The duties of a leader include prudence and justice. It was always evident that mass immigration would trigger violence, precisely because it is unjust. And the system that is required to compel the public to tolerate mass immigration has been especially and exceptionally unjust.
The violence we are seeing in Britain was entirely predictable. Of course, each individual is responsible for his own actions. But those most responsible are certainly the evil maniacs who imposed this experiment on an unwilling public. It was their failures in their duties, and their clinging to delusional utopianism even as it turned into a nightmarish bloodbath, that led to yesterday's violence.
It's no use trying to hide behind children or their beds, Matthew. Your unhinged worldview, and your insistence upon it in the teeth of all the evidence, is the primary culprit. You failed as a leader and now your entire nation is paying the price.
After taking this photo of burned out houses in East Belfast, two local lads scrolled through my phone photo library to ensure I hadn’t captured any faces, telling me “with no animosity, like” to “fuck away off before you get kneecapped”
Most of the largest investors in US AI projects are based in Asia, SoftBank being the most notable. SoftBank itself is heavily backed by GCC sovereign wealth funds, who also invest directly in US ventures as well.
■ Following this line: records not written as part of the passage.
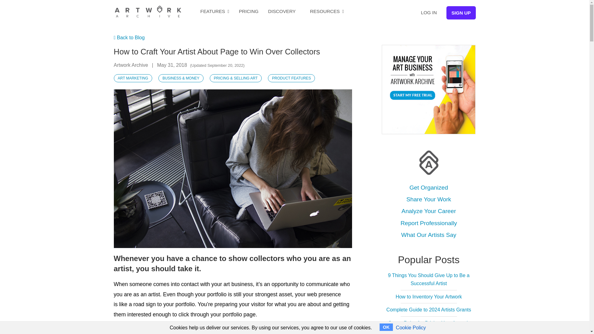 Image resolution: width=594 pixels, height=334 pixels. Describe the element at coordinates (129, 37) in the screenshot. I see `Back to Blog` at that location.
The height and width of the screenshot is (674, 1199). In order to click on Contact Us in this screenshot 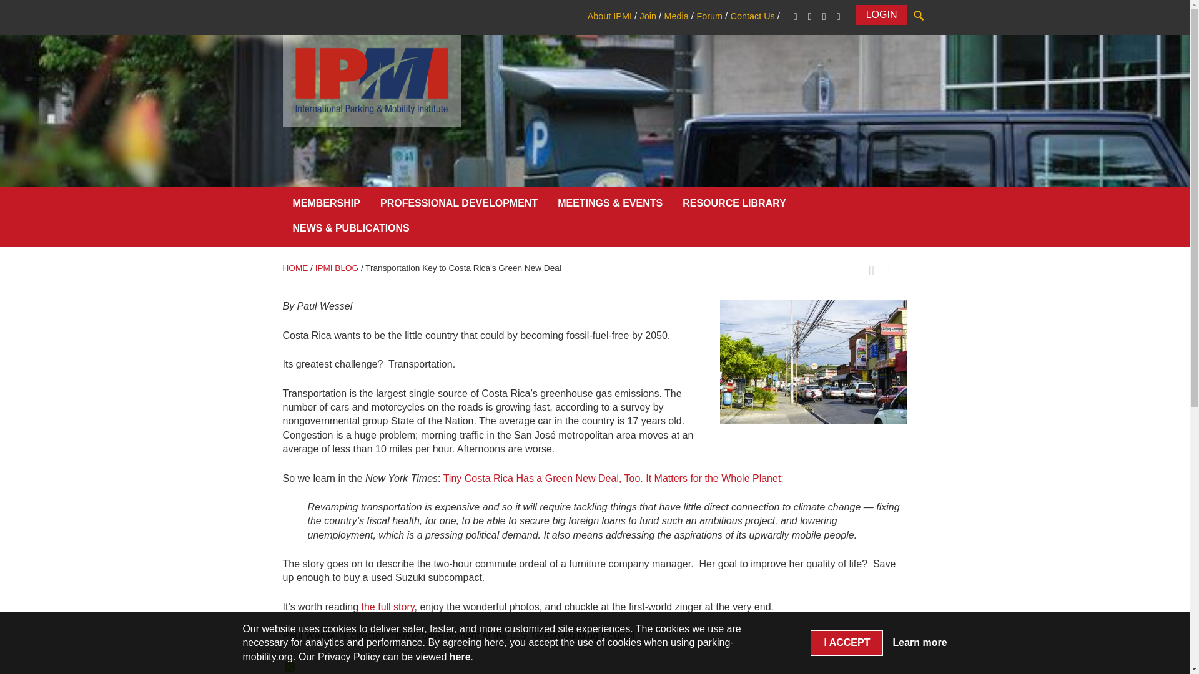, I will do `click(752, 16)`.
And as we all know, that Gulf money comes from oil.
Institutional investors in Asia and the Middle East flock to US financial markets chasing yields or a safe haven, or both. Their countries have current account surpluses, either from being a petrostate or because of high-end manufacturing. It is useless to simply hold a bunch of dollars, so those has to be reinvested somewhere where there is actual growth (and where the investment won't magically disappear because of corruption, etc).
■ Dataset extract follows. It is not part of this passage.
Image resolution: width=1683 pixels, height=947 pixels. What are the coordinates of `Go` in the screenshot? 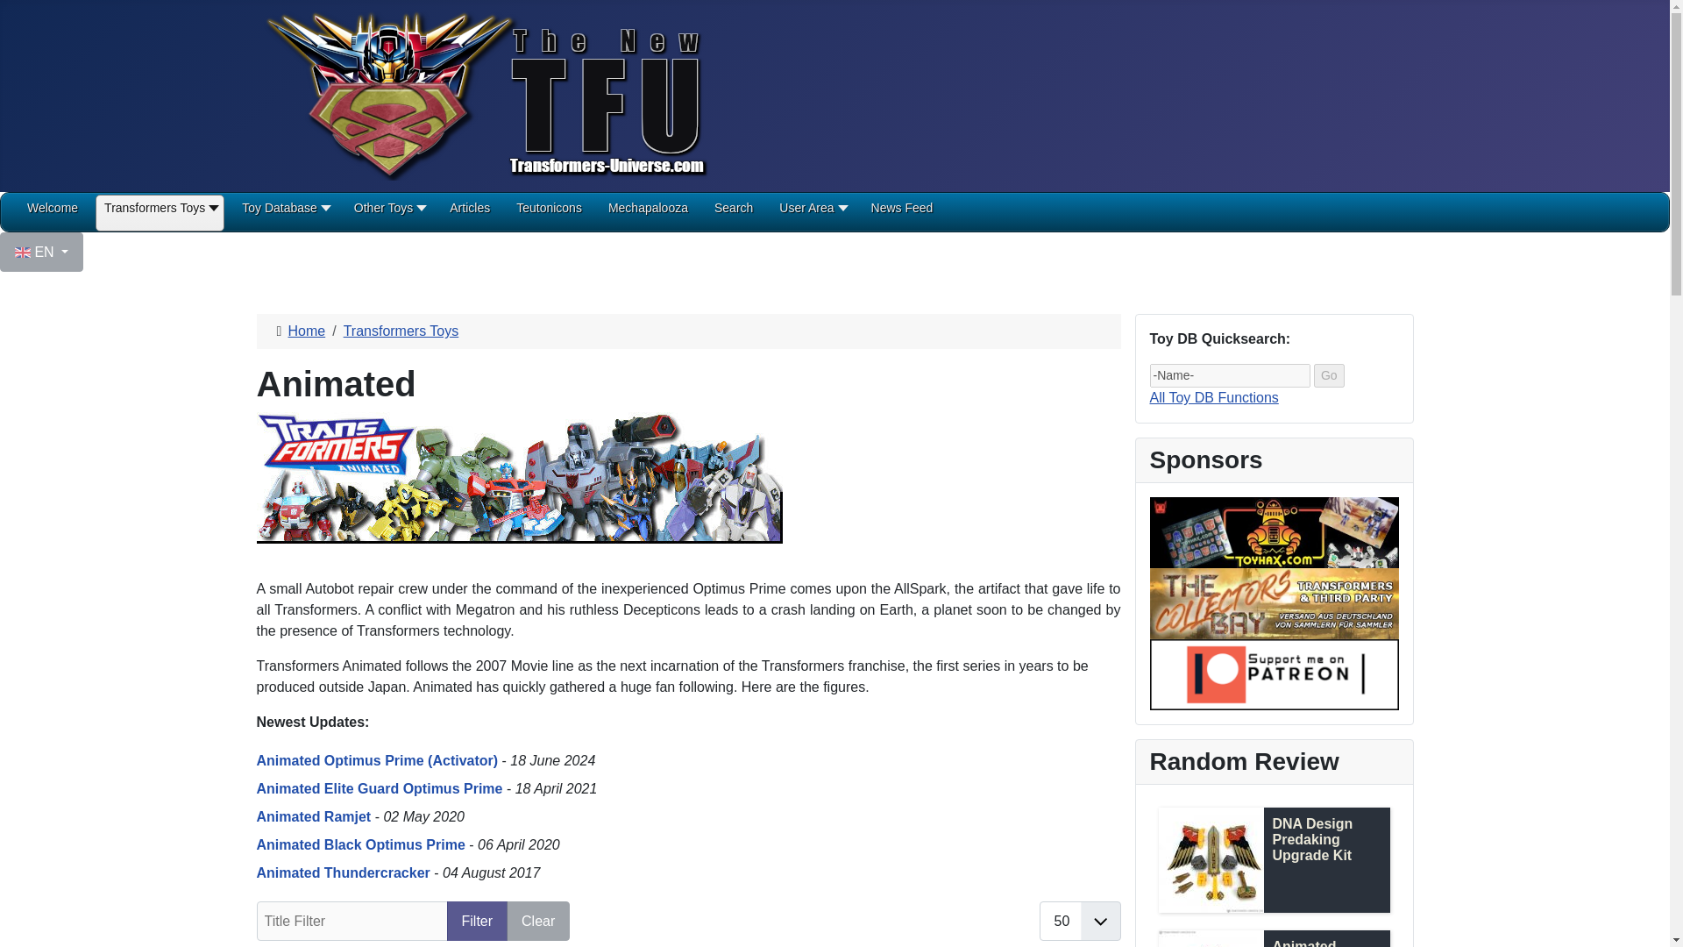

An energy supply shock due to the ongoing war in the Persian Gulf cuts this flow of capital. For the Gulf countries, if they can't export, they don't make any money, which they need to import goods they are vitally dependent upon.
If energy prices rise, the cost of manufacturing increases across the board. Helium also comes from natural gas extraction, and this is needed for EUV chip fabrication; most of the helium used by Asian manufacturers comes from the Gulf. Overall this leads to more expensive finished products, particularly consumer electronics, causing a drop in overall demand, and so forth.
Expensive energy also makes everything else more expensive, everywhere. This leads to a global economic contraction.
This is incredibly bad for AI firms because they have highly aggressive growth models which are predicated upon AI delivering economic expansion via massive increases in productivity. But if consumption declines for exogenous reasons, those improvements simply won't matter and the entire scheme collapses.